Just a few miles away from where I live sits the stadium of the Potomac Nationals. I’m a fan. I’d hate to see the team we call the P-Nats leave.

But . . . Hasta la vista.

The owner of this minor league affiliate of Major League Baseball’s Washington Nationals is demanding a new stadium. He threatens to move out of Prince William County, Virginia, if he does not get it.

The Prince William County board of supervisors has already expressed interest in floating bonds to raise the $35 million the fancy new stadium would require — with the privately owned team paying the money back, with interest, over the next 30 years.

Compared to other crony-ish deals around the country, not such a terrible taxpayer swindle. Still, zillions of wrongs don’t make this right. County taxpayers would be on the hook in case of default.
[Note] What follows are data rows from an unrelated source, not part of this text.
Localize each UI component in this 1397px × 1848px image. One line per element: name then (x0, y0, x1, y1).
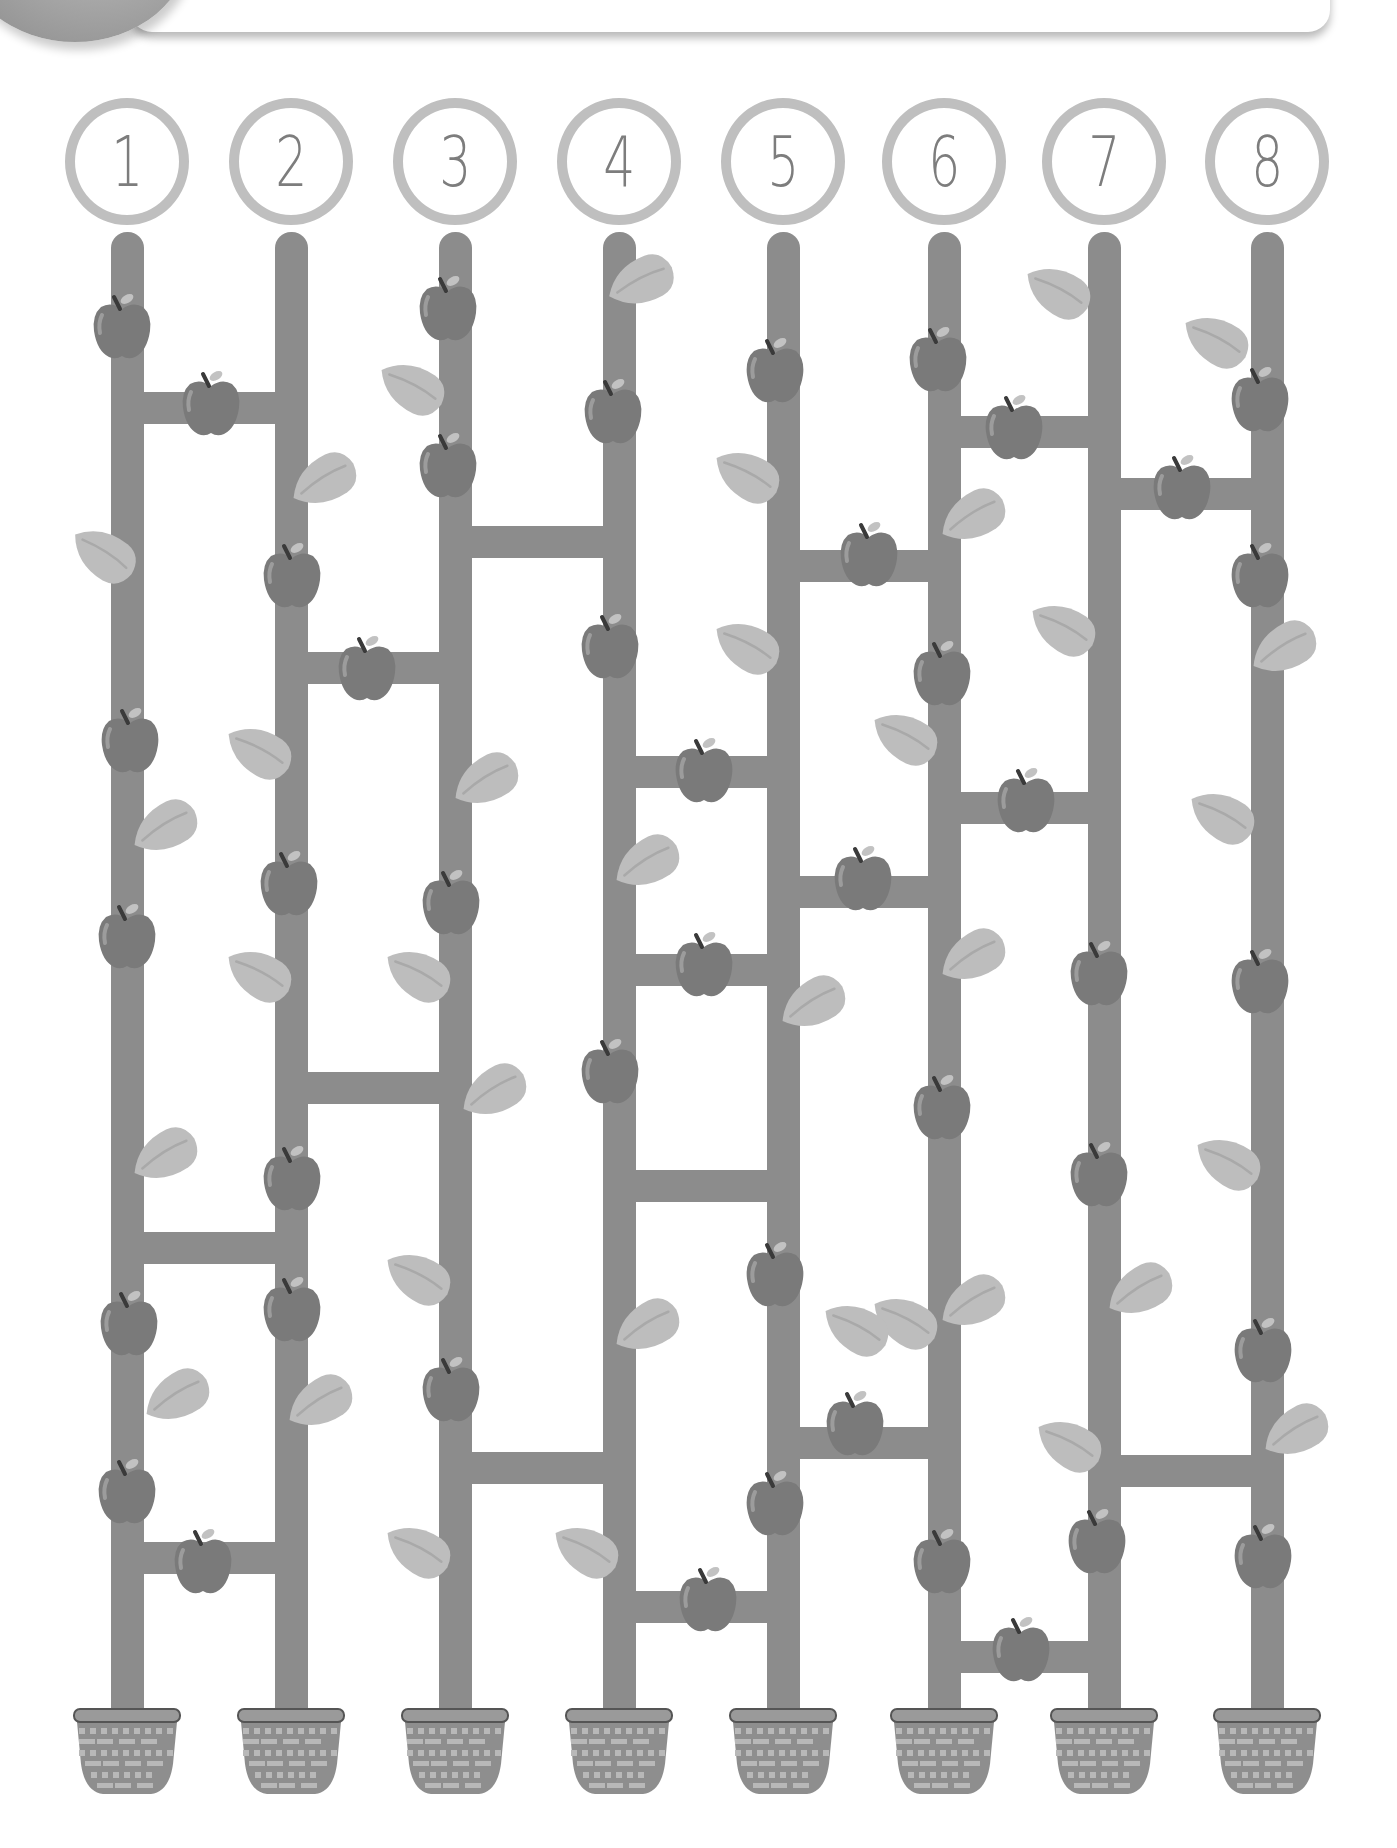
basket-icon[interactable] (1213, 1706, 1321, 1798)
ladder-rung (291, 1072, 455, 1104)
apple-icon[interactable] (1229, 946, 1291, 1016)
apple-icon[interactable] (96, 1456, 158, 1526)
apple-icon[interactable] (911, 1526, 973, 1596)
apple-icon[interactable] (99, 705, 161, 775)
ladder-rung (619, 1170, 783, 1202)
basket-icon[interactable] (401, 1706, 509, 1798)
apple-icon[interactable] (1229, 364, 1291, 434)
apple-icon[interactable] (1232, 1315, 1294, 1385)
apple-icon[interactable] (420, 867, 482, 937)
basket-icon[interactable] (237, 1706, 345, 1798)
start-number-7[interactable]: 7 (1042, 98, 1166, 225)
apple-icon[interactable] (180, 368, 242, 438)
start-number-label: 8 (1251, 127, 1283, 197)
start-number-label: 1 (111, 127, 143, 197)
apple-icon[interactable] (677, 1564, 739, 1634)
start-number-5[interactable]: 5 (721, 98, 845, 225)
apple-icon[interactable] (673, 735, 735, 805)
start-number-4[interactable]: 4 (557, 98, 681, 225)
apple-icon[interactable] (673, 929, 735, 999)
ladder-rung (1104, 1455, 1267, 1487)
apple-icon[interactable] (261, 540, 323, 610)
apple-icon[interactable] (824, 1388, 886, 1458)
apple-icon[interactable] (1229, 540, 1291, 610)
start-number-1[interactable]: 1 (65, 98, 189, 225)
basket-icon[interactable] (890, 1706, 998, 1798)
start-number-label: 4 (603, 127, 635, 197)
apple-icon[interactable] (417, 273, 479, 343)
basket-icon[interactable] (73, 1706, 181, 1798)
apple-icon[interactable] (744, 335, 806, 405)
apple-icon[interactable] (995, 765, 1057, 835)
apple-icon[interactable] (1151, 452, 1213, 522)
start-number-label: 2 (275, 127, 307, 197)
basket-icon[interactable] (729, 1706, 837, 1798)
apple-icon[interactable] (261, 1143, 323, 1213)
apple-icon[interactable] (744, 1239, 806, 1309)
apple-icon[interactable] (98, 1288, 160, 1358)
ladder-rung (455, 526, 619, 558)
apple-icon[interactable] (96, 901, 158, 971)
start-number-8[interactable]: 8 (1205, 98, 1329, 225)
maze-board: 1 2 3 4 5 6 7 8 (0, 0, 1397, 1848)
apple-icon[interactable] (911, 638, 973, 708)
apple-icon[interactable] (911, 1072, 973, 1142)
start-number-label: 7 (1088, 127, 1120, 197)
apple-icon[interactable] (417, 430, 479, 500)
basket-icon[interactable] (1050, 1706, 1158, 1798)
start-number-3[interactable]: 3 (393, 98, 517, 225)
leaf-icon (131, 1356, 221, 1438)
apple-icon[interactable] (579, 1036, 641, 1106)
basket-icon[interactable] (565, 1706, 673, 1798)
apple-icon[interactable] (838, 519, 900, 589)
ladder-rung (127, 1232, 291, 1264)
apple-icon[interactable] (579, 611, 641, 681)
apple-icon[interactable] (420, 1354, 482, 1424)
apple-icon[interactable] (1068, 938, 1130, 1008)
start-number-2[interactable]: 2 (229, 98, 353, 225)
apple-icon[interactable] (582, 376, 644, 446)
apple-icon[interactable] (336, 633, 398, 703)
apple-icon[interactable] (1066, 1506, 1128, 1576)
apple-icon[interactable] (1068, 1139, 1130, 1209)
start-number-label: 6 (928, 127, 960, 197)
start-number-label: 5 (767, 127, 799, 197)
apple-icon[interactable] (1232, 1521, 1294, 1591)
apple-icon[interactable] (258, 848, 320, 918)
apple-icon[interactable] (261, 1274, 323, 1344)
apple-icon[interactable] (832, 843, 894, 913)
start-number-label: 3 (439, 127, 471, 197)
apple-icon[interactable] (91, 291, 153, 361)
apple-icon[interactable] (983, 392, 1045, 462)
ladder-rung (455, 1452, 619, 1484)
apple-icon[interactable] (990, 1614, 1052, 1684)
apple-icon[interactable] (744, 1468, 806, 1538)
path-pole-4 (603, 232, 636, 1712)
apple-icon[interactable] (172, 1526, 234, 1596)
start-number-6[interactable]: 6 (882, 98, 1006, 225)
apple-icon[interactable] (907, 324, 969, 394)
And if the marketplace believed the team could actually make such payments, a bank or other investors would come to the rescue.
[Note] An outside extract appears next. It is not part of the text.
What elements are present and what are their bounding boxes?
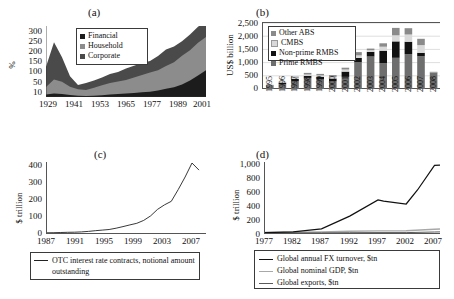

Thankfully, a monkey wrench has been thrown into the deal. A county supervisor has proposed that voters should get a chance to decide, via a November referendum. The board of supervisors will consider the referendum tonight.

Voters should get the final say. But if there is a referendum, as much as I love having the team here, I will vote NO. I don’t cotton to forcing others to pay for my preferred entertainment.

Government has certain legitimate roles. Subsidizing sports is not one.

Even if the new stadium would be closer to my home than the old one.

This is Common Sense. I’m Paul Jacob.